'King' David Rudder kicks up a Carnival beat at Tabernacle, London
Kevin Le Gendre
Friday, November 3, 2023
Kevin Le Genre toasts a stand out London show from this beloved calypsonian hero
A bell rings out loud and clear in the balcony. Its sharp, brassy brightness pierces the humming bass drawl of a conch shell while the crackle and gurgle of maracas is in the back row. These instruments are played by the audience in response to what they hear on stage, cutting through any notional dividing line between themselves and the ‘official’ musicians, making it clear that the ‘band’ is what we are in as well as what we have come to hear. To a certain extent this is the real Notting Hill carnival, a few months after the event, held at the Tabernacle community centre, that has been a hub of Trinidadian culture since the Windrush. For the 75th anniversary of the arrival of another batch of West Indians in Britain, though their presence dates back to the Middle Ages, it could not be more fitting to have ‘King’ David Rudder on a three night run. The great calypsonian of the 1980s, 90s and millennium would be a Moses or Messiah rather than a monarch in biblical terms given the way that he literally as well as figuratively leads the sold out crowd from their seats to within a few feet of him in what is a sensational performance. Indeed his first two classic albums The Power & The Glory and Haiti underlined the importance of faith and politics in his oeuvre and when the 70 year-old from Belmont tells the unknown percussionist in the crowd to ‘call the spirits’ there is an important nod to religion which could be European, African, and Asian, a singular Caribbean trinity of Jesus, Shango and Shiva.
In any case Rudder runs through a vast back catalogue which a responsive audience laps up, and if the poetic image of the distant drum on ‘Calypso Music’ lay bare his debt to Kitchener, Sparrow and Roaring Lion then the then enduring compositions such as ‘Trini 2 De Bone’ and ‘The Hammer’ show how evolution came from their revolution. The sway and swing of pianist Felix Ruiz’s band, replete with Afro-Latin and Brazilian rhythmic inflections, particular when it broke down to just cowbells, congas and shakers, eased into the harder, heavier groove of soca, complete with a more marked emphasis on the bass drum, and the stylistic range only emphasized how Rudder, like all significant artists, has made his own present and future from the past.
The whole evening was framed in those terms, though. The two opening acts, veteran, if not indefatigable calypsonians paid tribute to two of their legendary predecessors who arrived on the Windrush. De Alberto reprised the songs of Lord Beginner, of which Victory Test Match, a eulogy to the sport once dominated by the West Indies, ‘cricket, lovely cricket’ was smashed beyond a boundary, which is thought provoking given the descent to duck world of the current team. Interestingly, saxophonist Dave Bitelli, a stalwart of the British scene, played clarinet rather than tenor on this and other classic 50s calypso numbers, emphasizing the musical kinship between Trinidadian folk and early jazz, suggesting Bechet would have been at home in Port Of Spain as well as New Orleans. Equally vibrant was Tobago Crusoe, assigned to the role of Lord Kitchener, who brought the house down with the sharpness of his wit and humour before he’d even hit a note. The quip that he’d spent more on his fancy jacket and hat, in honour of his subject’s famously dapper threads, than he was getting paid for the gig was the kind of gentle irony that we can take as winter bills pile up.
But Crusoe’s renditions of Kitch’s music bring out much more than richness of melody and pithiness of lyric. They chart the emotional shift of the 1948 migrants, who were openly referred to as ‘coloured colonials’ no less, from sunny idealism to gloomy realism. ‘London Is The Place For Me’ hails the mother country but ‘Food From The West Indies’ is a plea for home cooking that is bake and saltfish rather than beans on toast. These deliciously expressed servings of both irony and nostalgia are anything but inconsequential simply because calypso slides so skillfully between narratives that are deadly serious and raucously funny, and Crusoe’s tangy repartee makes him equal parts stand up and singer. Emcee Martin Jay, who has championed calypso and soca on UK airwaves for over 30 years, even sings a tune, though he fully recognizes he could be Lord Janitor give the amount of keys he runs through. Major, minor or middle order matters none because every commoner is a blue blood tonight. Kings and queens are holding up Trinidad’s national colours of red, white and black.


[THE TASK]
Please give the number of lines in the records below that include "axis", with no other output.
(Beginning of DATASET EXTRACT)
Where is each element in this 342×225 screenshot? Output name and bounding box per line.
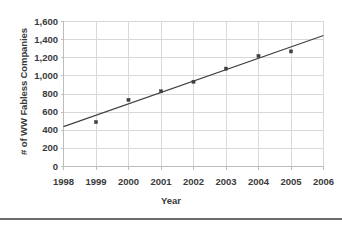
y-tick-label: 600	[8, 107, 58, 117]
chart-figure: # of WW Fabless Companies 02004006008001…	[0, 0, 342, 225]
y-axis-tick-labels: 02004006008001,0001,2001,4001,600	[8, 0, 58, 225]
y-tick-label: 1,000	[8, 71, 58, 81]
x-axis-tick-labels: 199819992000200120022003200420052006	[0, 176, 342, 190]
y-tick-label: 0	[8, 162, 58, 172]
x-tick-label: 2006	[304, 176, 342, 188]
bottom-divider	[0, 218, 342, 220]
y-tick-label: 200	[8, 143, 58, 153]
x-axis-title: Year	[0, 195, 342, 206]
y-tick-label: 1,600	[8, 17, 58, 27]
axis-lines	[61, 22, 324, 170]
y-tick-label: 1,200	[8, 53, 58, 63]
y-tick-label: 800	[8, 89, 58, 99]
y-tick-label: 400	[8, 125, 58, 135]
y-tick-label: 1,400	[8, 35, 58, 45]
(End of DATASET EXTRACT)
(Beginning of DATASET EXTRACT)
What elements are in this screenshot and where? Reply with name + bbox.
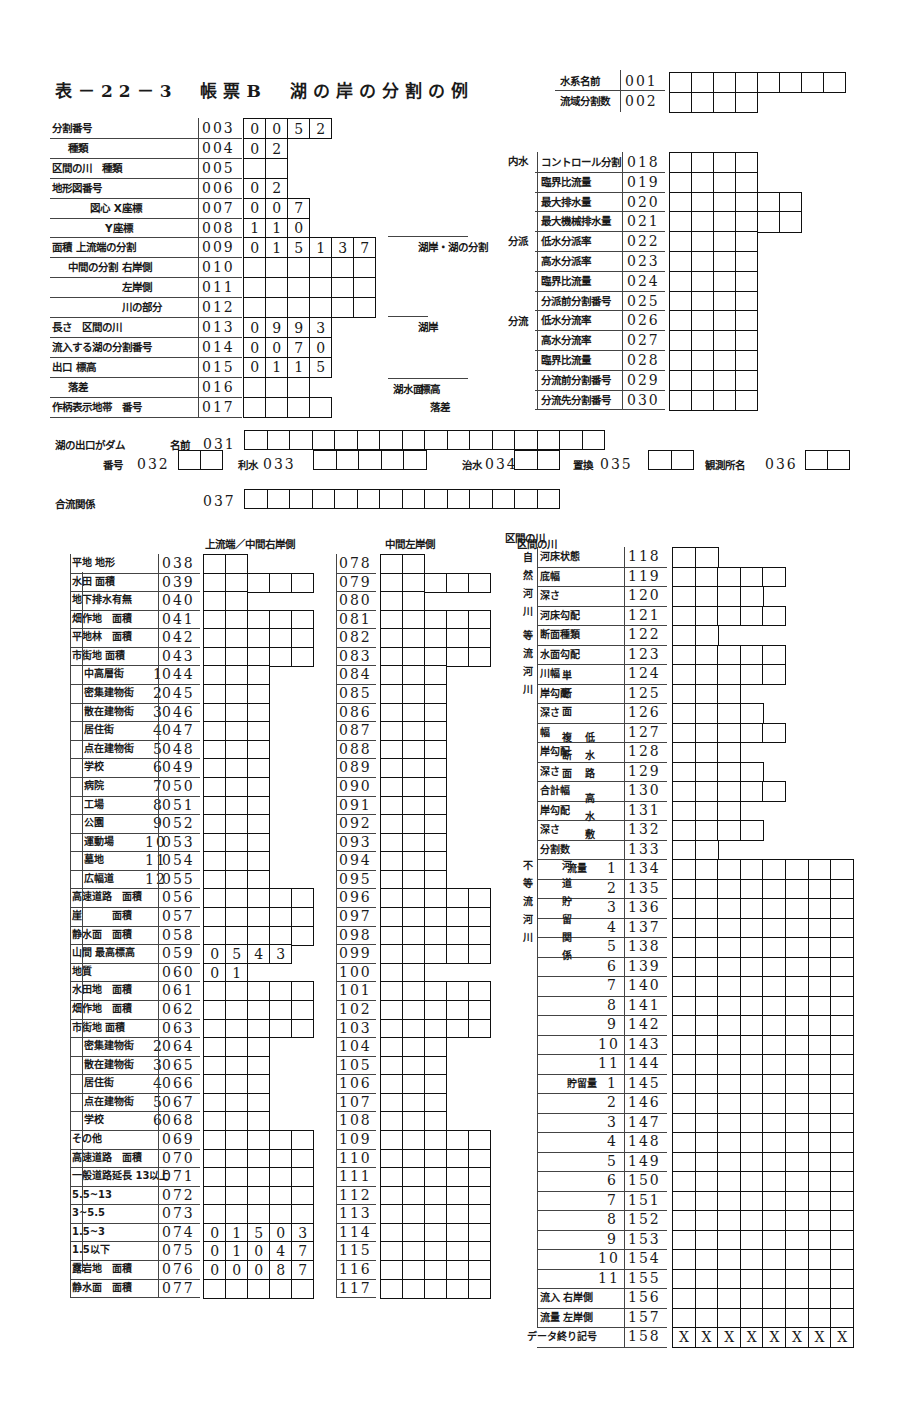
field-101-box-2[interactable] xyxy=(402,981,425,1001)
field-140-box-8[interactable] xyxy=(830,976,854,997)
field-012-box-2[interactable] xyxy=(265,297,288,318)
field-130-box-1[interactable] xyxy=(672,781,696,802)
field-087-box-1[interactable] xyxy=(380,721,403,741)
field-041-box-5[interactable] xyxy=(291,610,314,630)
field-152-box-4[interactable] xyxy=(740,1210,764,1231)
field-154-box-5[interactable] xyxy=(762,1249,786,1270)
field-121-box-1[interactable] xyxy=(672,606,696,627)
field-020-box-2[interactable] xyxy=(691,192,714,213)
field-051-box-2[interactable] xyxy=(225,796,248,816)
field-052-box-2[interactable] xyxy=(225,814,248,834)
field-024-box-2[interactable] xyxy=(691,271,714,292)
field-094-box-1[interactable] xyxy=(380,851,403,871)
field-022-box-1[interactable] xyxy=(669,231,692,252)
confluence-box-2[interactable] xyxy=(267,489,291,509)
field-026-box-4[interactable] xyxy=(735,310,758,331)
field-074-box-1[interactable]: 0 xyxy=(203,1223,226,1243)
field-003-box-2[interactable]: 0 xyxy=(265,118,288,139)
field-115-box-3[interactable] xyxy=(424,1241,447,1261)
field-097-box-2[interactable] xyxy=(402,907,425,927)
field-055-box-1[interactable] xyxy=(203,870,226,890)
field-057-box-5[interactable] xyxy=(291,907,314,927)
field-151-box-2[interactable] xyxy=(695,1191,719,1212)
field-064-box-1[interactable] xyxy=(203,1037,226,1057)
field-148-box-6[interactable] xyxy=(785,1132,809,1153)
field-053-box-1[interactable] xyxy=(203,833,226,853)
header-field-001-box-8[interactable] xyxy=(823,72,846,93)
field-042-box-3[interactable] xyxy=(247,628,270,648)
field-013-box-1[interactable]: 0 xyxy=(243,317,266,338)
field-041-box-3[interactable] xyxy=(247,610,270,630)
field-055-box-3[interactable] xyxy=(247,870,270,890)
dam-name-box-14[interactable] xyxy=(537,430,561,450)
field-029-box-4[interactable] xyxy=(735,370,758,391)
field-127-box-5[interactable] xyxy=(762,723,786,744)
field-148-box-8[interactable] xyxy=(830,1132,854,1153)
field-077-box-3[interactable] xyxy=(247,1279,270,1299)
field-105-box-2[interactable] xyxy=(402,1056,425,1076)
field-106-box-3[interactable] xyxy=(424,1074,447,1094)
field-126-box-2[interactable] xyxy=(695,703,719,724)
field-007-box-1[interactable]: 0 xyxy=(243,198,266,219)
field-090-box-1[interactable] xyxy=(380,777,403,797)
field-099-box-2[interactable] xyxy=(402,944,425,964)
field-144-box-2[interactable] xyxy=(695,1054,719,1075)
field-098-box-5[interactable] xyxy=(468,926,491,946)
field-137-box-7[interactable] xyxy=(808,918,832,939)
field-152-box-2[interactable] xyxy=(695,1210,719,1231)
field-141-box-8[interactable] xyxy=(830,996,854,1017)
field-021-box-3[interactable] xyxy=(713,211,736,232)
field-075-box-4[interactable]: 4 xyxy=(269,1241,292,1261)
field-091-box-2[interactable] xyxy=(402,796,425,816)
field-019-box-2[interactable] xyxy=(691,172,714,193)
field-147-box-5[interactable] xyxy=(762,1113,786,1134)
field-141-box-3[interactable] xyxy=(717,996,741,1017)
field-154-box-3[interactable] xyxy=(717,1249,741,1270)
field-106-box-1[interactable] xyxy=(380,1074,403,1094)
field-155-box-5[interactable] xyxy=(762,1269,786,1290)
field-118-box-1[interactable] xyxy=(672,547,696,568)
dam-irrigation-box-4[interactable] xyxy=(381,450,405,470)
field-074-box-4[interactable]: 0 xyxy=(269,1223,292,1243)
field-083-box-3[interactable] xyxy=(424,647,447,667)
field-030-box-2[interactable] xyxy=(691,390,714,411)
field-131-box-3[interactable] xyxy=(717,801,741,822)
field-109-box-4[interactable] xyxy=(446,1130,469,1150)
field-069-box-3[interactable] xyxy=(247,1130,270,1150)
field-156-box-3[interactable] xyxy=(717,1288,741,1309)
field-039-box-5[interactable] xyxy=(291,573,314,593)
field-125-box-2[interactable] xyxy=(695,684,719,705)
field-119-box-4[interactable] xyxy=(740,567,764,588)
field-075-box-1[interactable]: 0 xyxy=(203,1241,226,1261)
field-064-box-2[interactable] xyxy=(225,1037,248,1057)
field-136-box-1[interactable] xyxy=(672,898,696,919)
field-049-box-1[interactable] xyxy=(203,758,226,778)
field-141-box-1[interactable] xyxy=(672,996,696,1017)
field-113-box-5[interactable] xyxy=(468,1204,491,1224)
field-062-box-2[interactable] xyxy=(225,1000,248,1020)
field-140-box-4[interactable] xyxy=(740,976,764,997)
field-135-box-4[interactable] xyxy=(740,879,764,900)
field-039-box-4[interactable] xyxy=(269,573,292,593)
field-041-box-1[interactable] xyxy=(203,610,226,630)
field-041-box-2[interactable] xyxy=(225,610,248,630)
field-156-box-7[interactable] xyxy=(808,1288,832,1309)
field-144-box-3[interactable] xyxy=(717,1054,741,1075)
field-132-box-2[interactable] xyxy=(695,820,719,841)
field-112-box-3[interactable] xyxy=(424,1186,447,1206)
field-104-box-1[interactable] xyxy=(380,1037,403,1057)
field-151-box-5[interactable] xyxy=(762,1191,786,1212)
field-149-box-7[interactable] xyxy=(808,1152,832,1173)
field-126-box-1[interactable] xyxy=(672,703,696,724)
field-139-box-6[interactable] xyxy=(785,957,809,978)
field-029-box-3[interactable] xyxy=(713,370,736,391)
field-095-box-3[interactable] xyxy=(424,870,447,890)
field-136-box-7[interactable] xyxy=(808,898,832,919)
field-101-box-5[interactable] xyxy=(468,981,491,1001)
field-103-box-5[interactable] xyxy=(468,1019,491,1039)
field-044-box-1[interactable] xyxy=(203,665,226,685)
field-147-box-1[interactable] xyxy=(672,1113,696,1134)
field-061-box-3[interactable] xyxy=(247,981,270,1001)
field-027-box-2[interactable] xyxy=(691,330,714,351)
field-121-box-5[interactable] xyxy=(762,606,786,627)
(End of DATASET EXTRACT)
[RESULT OF THIS TASK]
4